• U.S.

Animals: Slaughter

5 minute read
TIME

For eight years natives of Zululand, Union of South Africa, have been killing off wild animals to protect themselves from sleeping sickness. The slaughter has threatened some African animals with extinction. Dr. William Reid Blair, director of the New York Zoological Park, sent a protesting cable last week to C. F. Clarkson, chairman of the Game Advisory board of Natal. He urged the adoption of more scientific methods in the control of sleeping sickness. Similar complaints have already been made to South African authorities by Kermit Roosevelt and President Madison Grant of the New York Zoological Society.

The tsetse fly, carrier of sleeping sickness, chiefly attacks antelope and zebra. Since domestic cattle run loose in South Africa, they come in contact with wild animals, are in turn infected. Natives seeing a wild herd fire indiscriminately, shoot many healthy animals. Last year 20,000 zebras, kudu, buffalo, inyala, gazelle, red hartebeest were killed. Only one small herd of the red hartebeest exists today in Zululand. Another victim of native cattlemen is the rare white rhinoceros. Because there are only 47 of these animals left in British East Africa, the government has forbidden the killing of them there. A discovery which may furnish a better method of controlling the spread of sleeping sickness was announced recently by R. H. T. P. Harris, director of research in Zululand. He found the tsetse fly sensitive to pyrethrum (insect powder.) and veratrine (obtained from the root of the Indian poke). Especially effective was a .5% mixture of veratrine and cocoanut oil. Applied to a live animal, this mixture killed the attacking fly immediately. Since there are great stretches of land in Zululand which are unfit for agriculture, protesters are advocating that some of this area be set aside as a game sanctuary. Separated from native villages and pastures by dikes and walls, wild animals would never come into contact with cattle. Similar reservations are already in existence in other African states. The largest is Kruger National Park, five million acres stretching from Johannesburg east to Portuguese East Africa. The building of roads in British territory since the Boer War has made hunting from the back seat of an automobile too easy, has made it imperative that the Earl of Onslow, president of England’s Society for Preserving the Fauna of the Empire set aside territories where hunters may not shoot. Belgium’s largest reservation is Albert Park in the Congo, established through efforts of the late Carl Akeley of the U. S.

Conscientious Fleas

One of the ablest and most prosperous flea-trainers in the world is Jean Rochet of France. Last week in Paris he was negotiating with U. S. immigration and quarantine authorities for permission to take his educated fleas on a U. S. tour. In the course of telling his troubles to a U. S. newsgatherer, he made a pronouncement surprising to laymen: “I prefer the male flea, because he is more conscientious.” Professor William Heckler, owner of Manhattan’s largest flea-circus, disagrees with Jean Rochet. Professor Heckler uses mostly females in his acts. He finds that the male flea, which is much smaller than the female, cannot go without food for long, breaks down under the strain of heavy work, is too highly strung for circus life. Of the 500 flea species known, the human flea (Pulex irritans) is the only kind used in trained flea performances. Fleamen feed their healthy performers once a day, by simply rolling up their sleeves (usually the left one).* Sickly pets are fed more often. Since fleas live only a few weeks, a trainer must always have a large stock on hand. New, untrained fleas are kept in bottles, for two or three weeks, handled daily. When the time comes to train a performer, the end of a thin gold wire 2 in. long is fastened collar-fashion about its neck. This collar must be loose enough to allow the flea to eat, but tight enough so it cannot jump through. When fleas are not performing they are kept in boxes with their feet entangled in cotton. Fleamen say they can tell a flea’s possibilities for the stage by the way it holds its six legs. A flea which always grasps one leg with another will make a ball balancer. One which waves its legs back and forth rapidly makes a chariot racer. Trainers prod the insects with tiny whips when they make mistakes, force them to repeat their tricks. An obdurate flea which refuses to move is prodded into activity, worked harder than the rest. The human flea lives mostly in Europe. Professor Heckler says he obtains his supply from the boat stewards of European liners, who find them while making beds. Greatest authority on fleas in the world is Lionel Walter, Baron Rothschild of England.

* Fleaman philosophy phrases it: “They feed me: I feed them.”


WHAT THE TASK REQUIRES:
With any pictures left out, restate word for word the lines in the listing below from the one holding "Find the location" through the last.

EXTRACTED MATERIAL:
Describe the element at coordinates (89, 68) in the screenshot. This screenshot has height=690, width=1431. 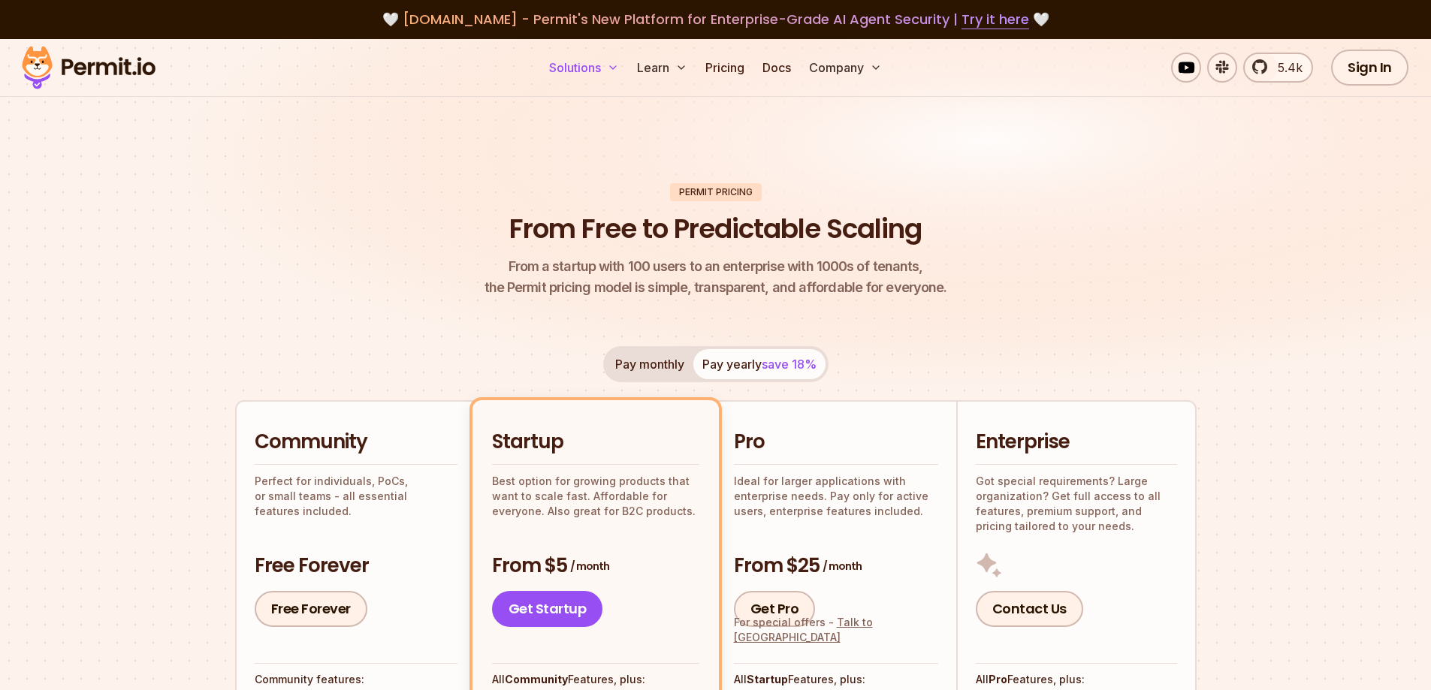
I see `img: Permit logo` at that location.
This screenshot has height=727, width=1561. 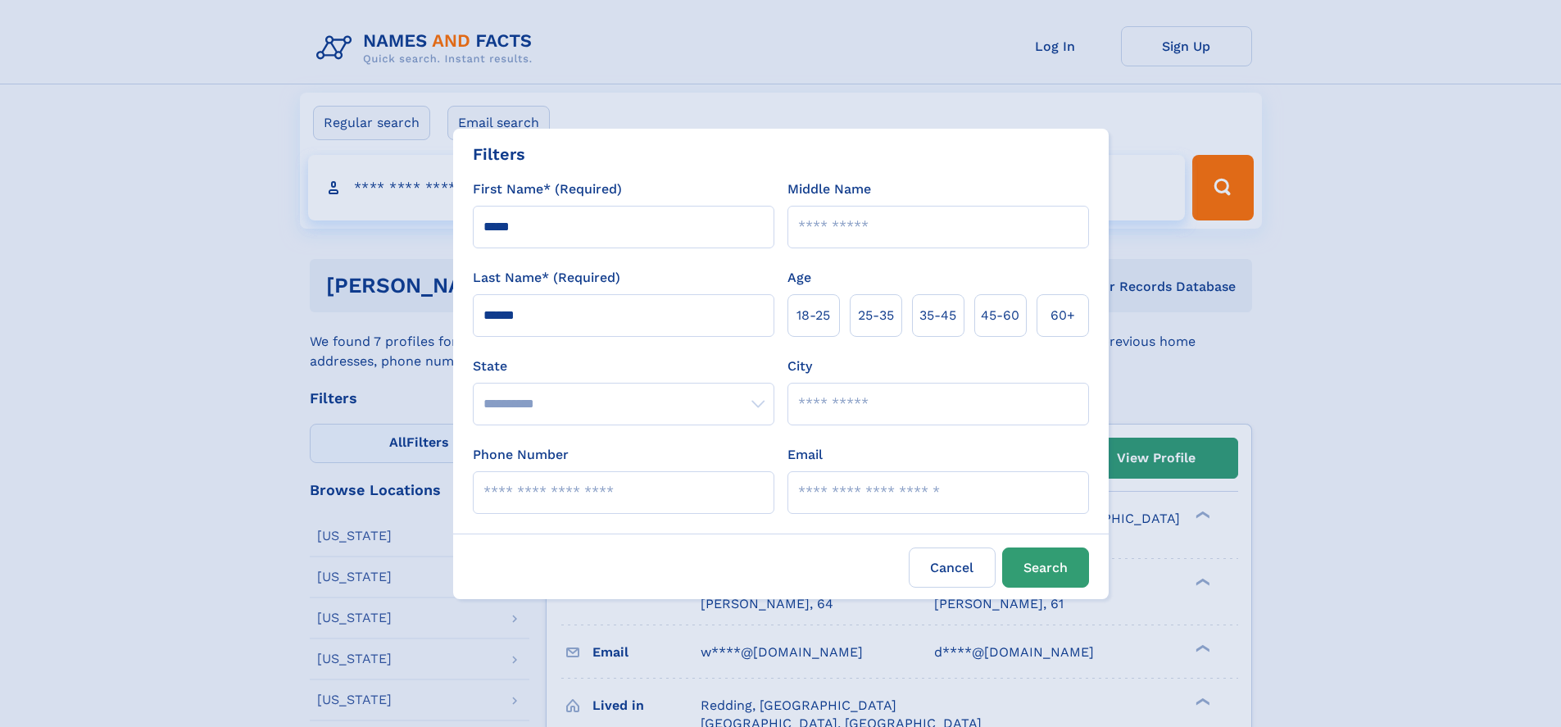 I want to click on label: Email, so click(x=805, y=455).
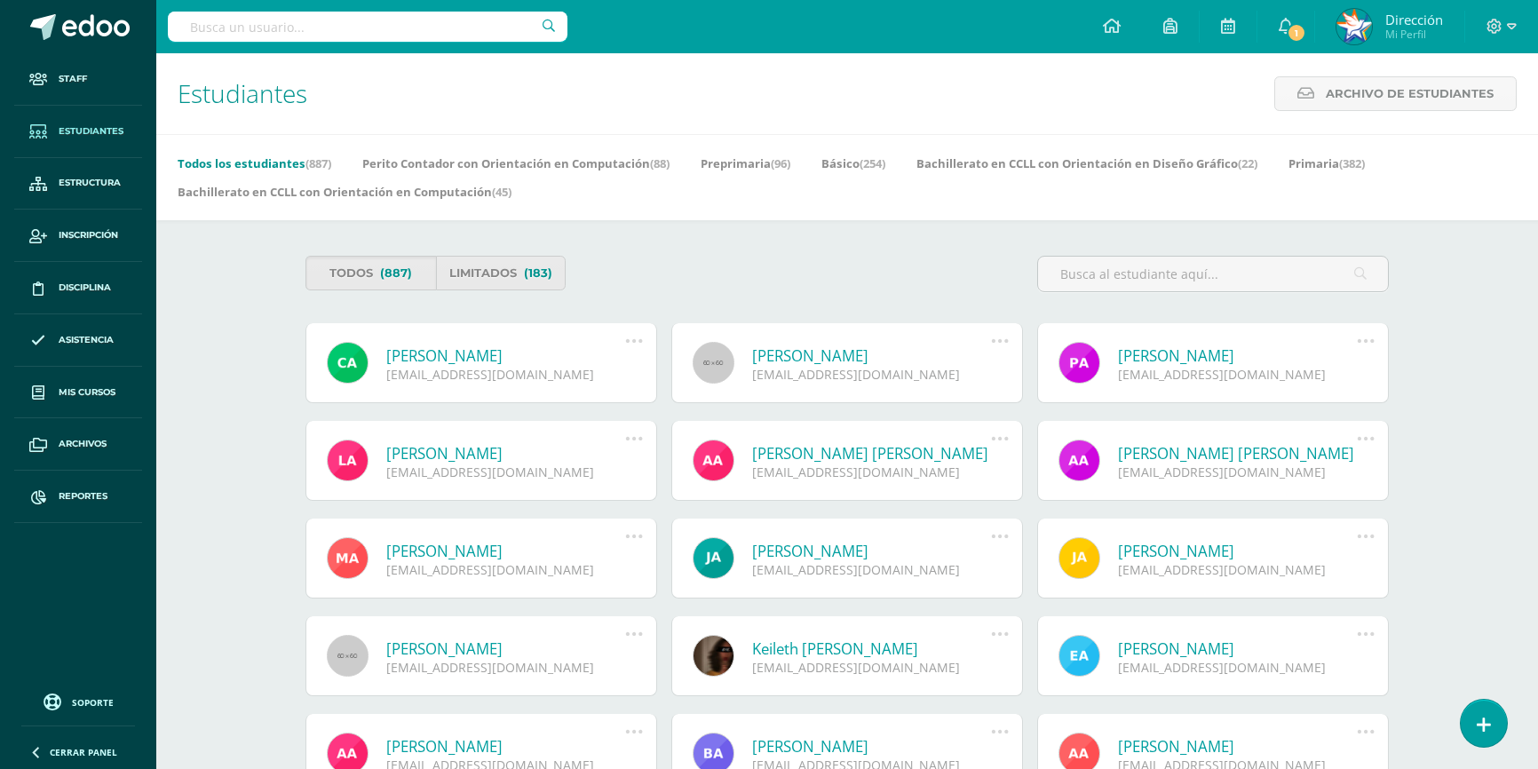 This screenshot has height=769, width=1538. I want to click on a: Mis cursos, so click(78, 393).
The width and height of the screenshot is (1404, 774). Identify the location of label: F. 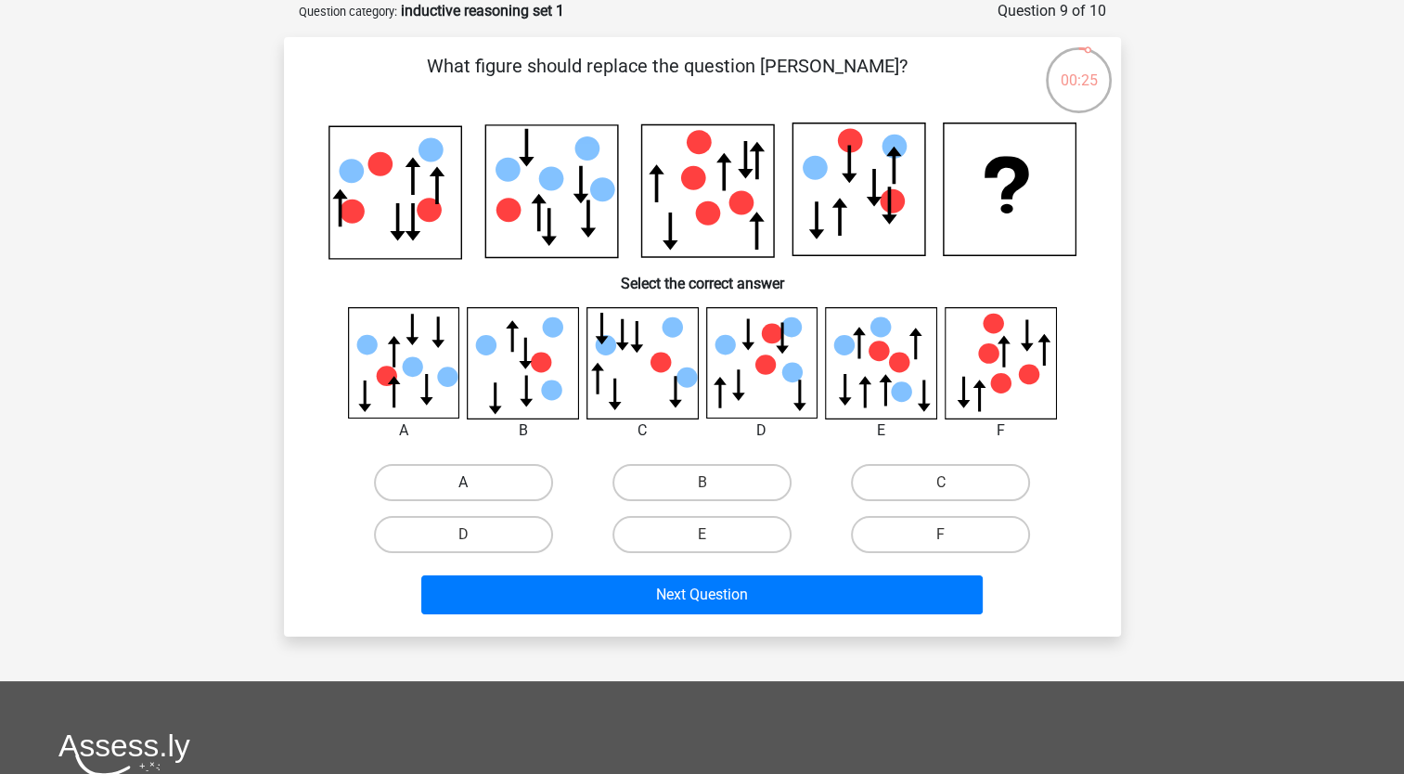
(940, 534).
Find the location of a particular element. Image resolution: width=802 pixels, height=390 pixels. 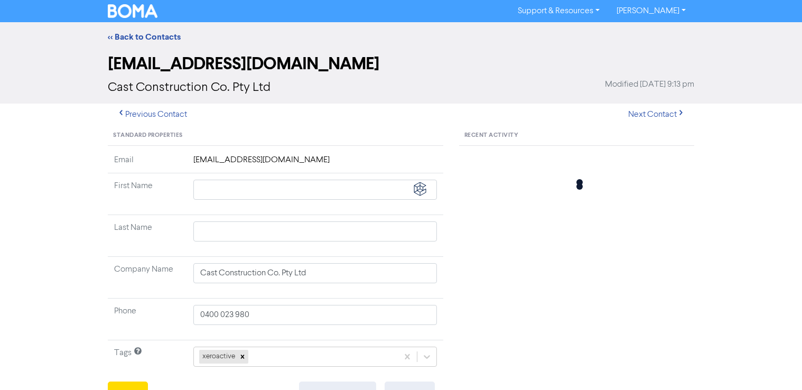

button: Next Contact is located at coordinates (657, 115).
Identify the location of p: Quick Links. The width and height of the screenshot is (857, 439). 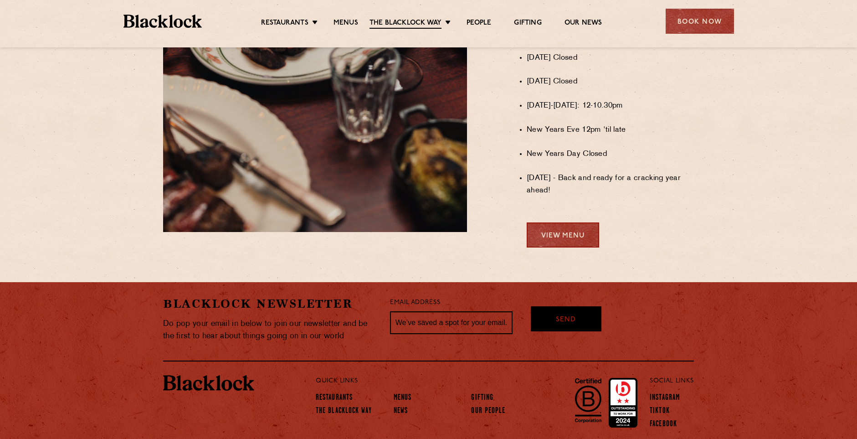
(467, 381).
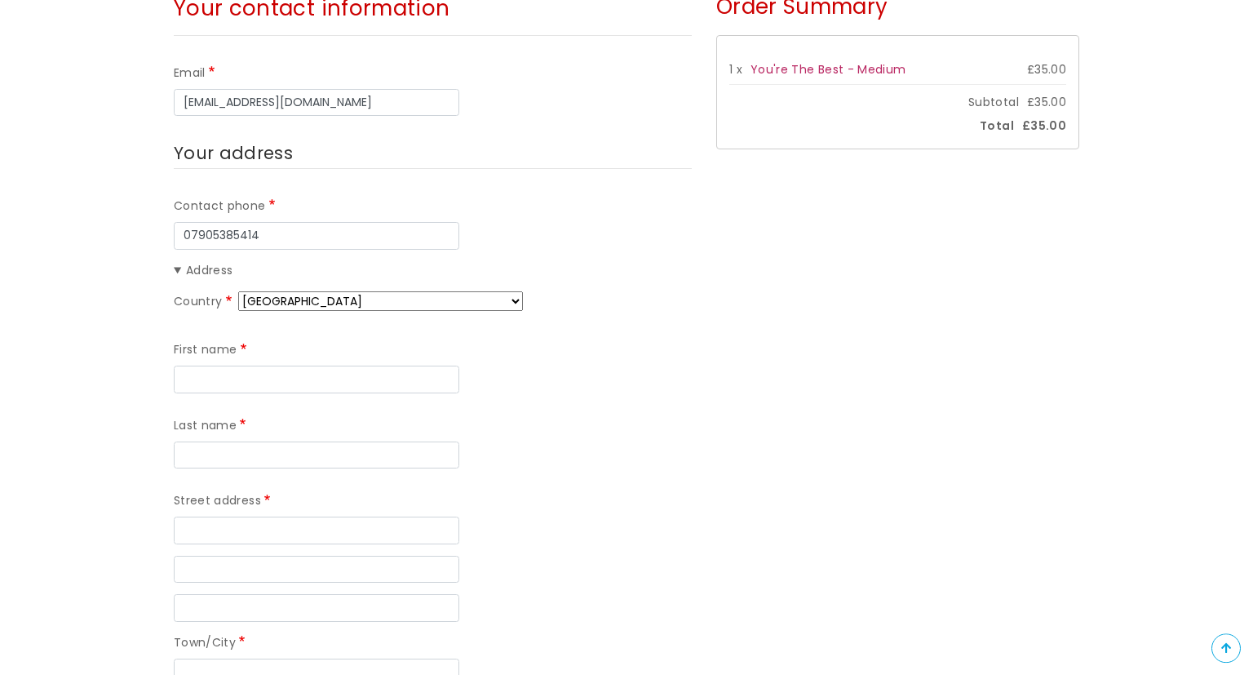 Image resolution: width=1253 pixels, height=675 pixels. Describe the element at coordinates (997, 126) in the screenshot. I see `span: Total` at that location.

OUTPUT BELOW:
Find the location of a particular element. Image resolution: width=802 pixels, height=390 pixels. 

button: Next Contact is located at coordinates (657, 115).
Identify the location of p: Quick Links. The width and height of the screenshot is (857, 439). 
(467, 381).
 Image resolution: width=1253 pixels, height=675 pixels. Describe the element at coordinates (997, 126) in the screenshot. I see `span: Total` at that location.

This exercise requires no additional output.